Location Theory also explains the pattern of land use and indicates a solution to the problem of what is the most rational
use of land suggesting ways in which the current pattern can be improved.
Location theory or microeconomic theory generally assumes that agents act in their own self-interest. Firms thus
choose locations that maximize their profits and individuals choose locations that maximize their utility.
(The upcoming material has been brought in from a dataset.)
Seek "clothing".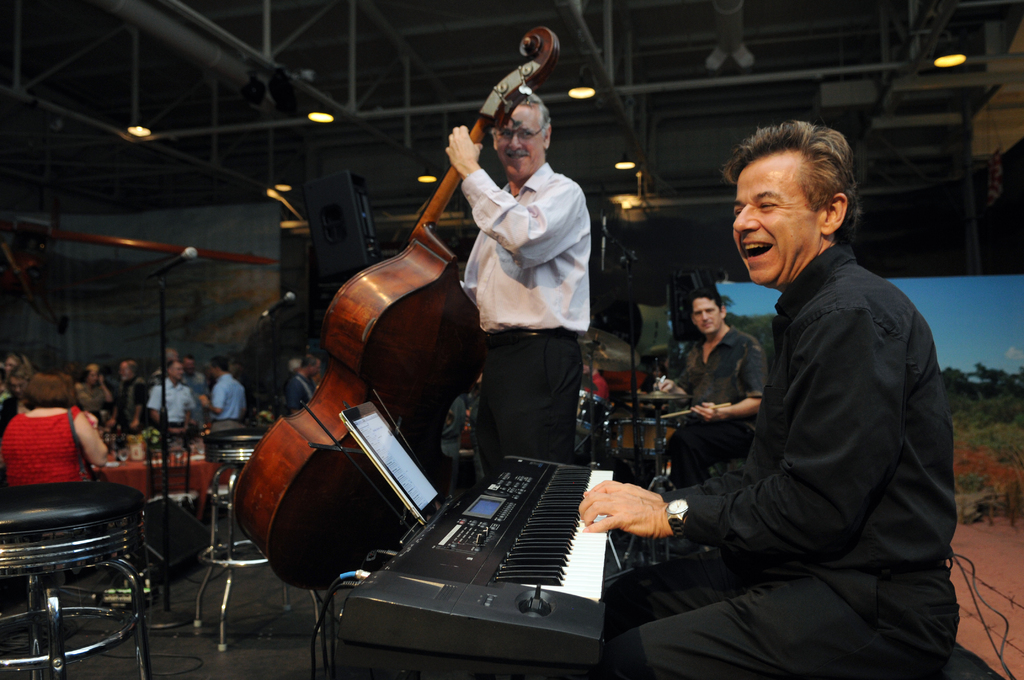
box=[0, 403, 92, 482].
Various factors which affect location are considered such as localized materials and amenities, but most weight is placed
on transport costs.
Early location theory was concerned with agricultural land use, as modeled by Johann Heinrich von Thunen and with
industrial location theory by Alfred Weber. Modern location theory has been concerned with the real individual, rather than
with rational economic man reflecting the influence of behavioral geography
It was not until the publication of Johann Heinrich von Thünen's first volume of Der Isolierte Staat in 1826 that location
theory can be said to have really gotten underway
- he also coined the term Location rent (land value), which is economic rent minus the costs associated with
transporting products to market.
Based on Johann Heinrich von Thünen equation, he theorized that “Producers (farmers) aim to maximize location
rent by minimizing the transportation costs of getting goods to market”.
Therefore,
L = Y(P − C) – YDF
wherein,
L: Locational rent (in DM/km2)
Y: Yield (in t / km2)
P: Market price of the crop (in DM / t)
C: Production cost of the crop (in DM / t)
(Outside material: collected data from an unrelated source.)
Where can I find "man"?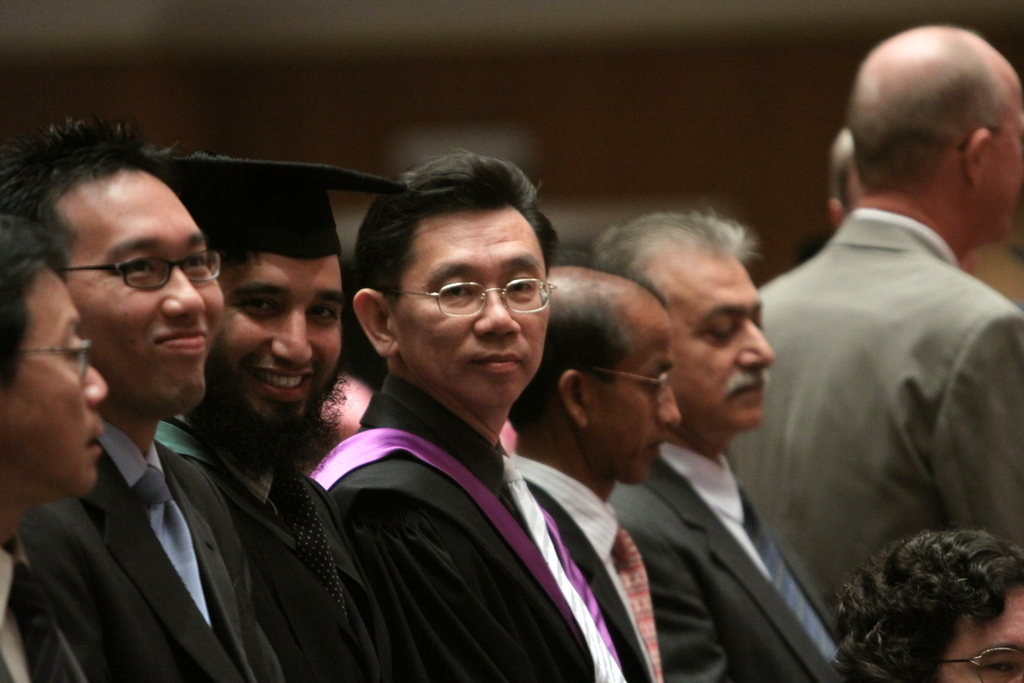
You can find it at detection(153, 155, 439, 682).
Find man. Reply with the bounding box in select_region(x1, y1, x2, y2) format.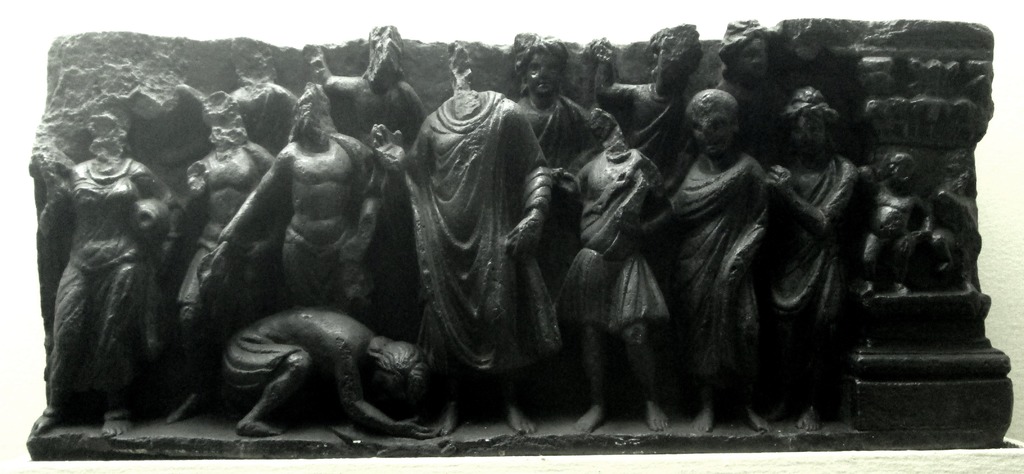
select_region(369, 87, 555, 433).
D: Distance from the market (in km)
F: Transport cost (in DM / t / km)
Urban planning is a discipline concerned with the design, management, and regulation of the built environment and the use
of public space in urban areas. Over the years, various theories have emerged to guide and inform urban planning
practices.
There are eight procedural theories of planning that remain the principal theories of planning procedure today: the rational-
comprehensive approach, the incremental approach, the transactive approach, the communicative approach, the advocacy
approach, the equity approach, the radical approach, and the humanist or phenomenological approach. By grounding
these theories in the contemporary experiences of planners, students and practitioners can better grasp planning theory
and understand its continued relevance. Here are some of the key theories in urban planning:
Ebenezer Howard
- an English urban planner
and founder of the Garden City Movement,
known for his publication
To-Morrow: A Peaceful Path to Real Reform
(1898)
- In 1902, a garden city was established in Letchworth, 35 miles from London (planned by Architects Barry Parkes and
Raymond Unwin).
- Advanced concept of “Social City” – a polycentric settlement, growth without limit, surrounded by greenbelt.
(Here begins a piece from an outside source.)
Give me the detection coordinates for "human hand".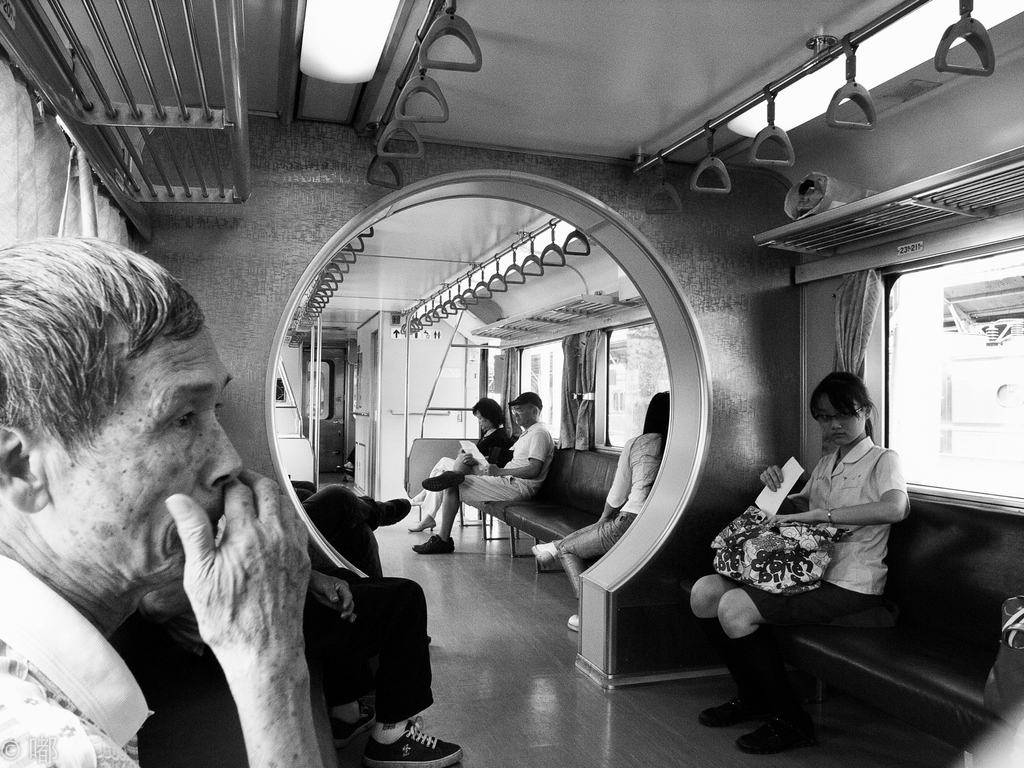
Rect(758, 464, 784, 493).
- Advocated high residential density (15 houses per acre)
- Town growth – grow by cellular addition into a complex multi-centered agglomeration of towns set against a green
background of open country
- He had prominent roles in the creation of master plans for the development of a number
of cities, including the Plan of Chicago, and plans for Manila, Baguio and
downtown Washington, D.C.
“Make big plans; aim high in hope and work, remembering that a noble, logical
diagram once recorded will never die, but long after we are gone will be a living
thing, asserting itself with ever-growing insistency.” – D.H. Burnham
Aerial view of the grounds and buildings of the World's Columbian Exposition, held on the lakefront in Chicago in 1893
4. Geddeisian Triad Concept
- a new approach to regional and town planning based on the integration of people and their livelihood into the
environmental givens of the particular place and region they inhabit.
- The theory states that the planning/layout should create organic relations among the people, place, and work.
Triad between the environment, functions, and organism should be the approach to design.
- The theory works closely with geography, economics, and anthropology which in psychological terms respond to
sense, experience and feeling.
- the theory was developed by Sir Patrick Geddes who is also known as “Father of Modern Town Planning”.